Genndy Tartakovsky's 'Popeye' Movie is Back in Development

“From a young child, I was already destined to make one movie,” director Genndy Tartakovsky once said. “And that movie was Popeye.” Unfortunately, that project has yet to materialize – but that might be about to change.

The filmmaker, who is behind things like the Hotel Transylvania trilogy, Samurai Jack, Dexter’s Laboratory, and The Powerpuff Girls, spent years working on a Popeye movie for Sony Pictures Animation, but that version ultimately fell apart back in 2015. Now a new report says Tartakovsky is once again developing an animated feature film take on the spinach-loving sailor, so he may get to fulfill his destiny after all.

According to the folks at Animation Magazine, Tartakovsky is teaming up with King Features, who hold the cinematic rights to Popeye, “to go back to the drawing board” on a movie version. It’s unclear if that drawing board comment is just a pun because this is an animated project, or if he’s literally throwing everything out and starting again from scratch.
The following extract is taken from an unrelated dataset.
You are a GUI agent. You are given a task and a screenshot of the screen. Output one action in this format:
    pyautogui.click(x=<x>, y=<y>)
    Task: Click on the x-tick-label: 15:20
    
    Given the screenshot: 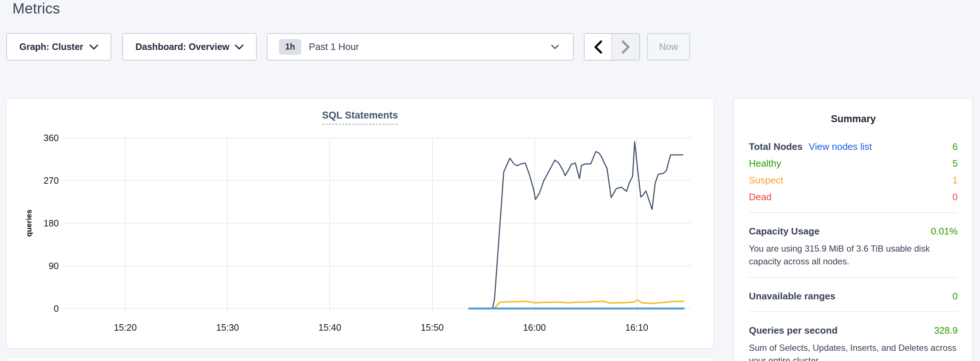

Tartakovsky left the project five years ago, explaining that he found himself at odds with the studio over the direction of the movie. “They wanted to do Popeye for the brand recognition and I loved the character and grew up with it, so there was a tug of war,” he said in the fall of 2015. “They wanted it really updated, and I can only update it a little before it isn’t Popeye anymore.”

Sony first began developing a CG Popeye movie back in 2010, and after Tartakovsky left, the studio hired Ratchet & Clank writer T.J. Fixman to take a crack at the script. While this new report indicates that the project is back up and running, there are still lots of questions that need answers here. I assume Sony Pictures Animation is still involved, since Tartakovsky currently has an overall deal with that studio. (I’ve reached out to Sony for clarification.) But is Fixman’s draft still in play? Has the leadership changed enough at Sony where Tartakovsky can resume with his original take, or is he working on a totally different version? Will they keep the same character designs that they established for the previous iteration’s test reel, or radically reimagine the whole look of the film and its characters?

Tartakovsky is a visual dynamo well-known as one of the best directors of action in all of animation. (He recently created a series for Adult Swim called Primal which strips away all verbal language and communicates its story mainly through visuals.) While I’m guessing plenty of modern audiences have no connection to Popeye, we’re hoping that Tartakovsky’s skills as a visual storyteller are enough to entice people to check this out…assuming this version makes it through the gauntlet, of course.

Take a look at Tartakovsky’s old Popeye animation test below.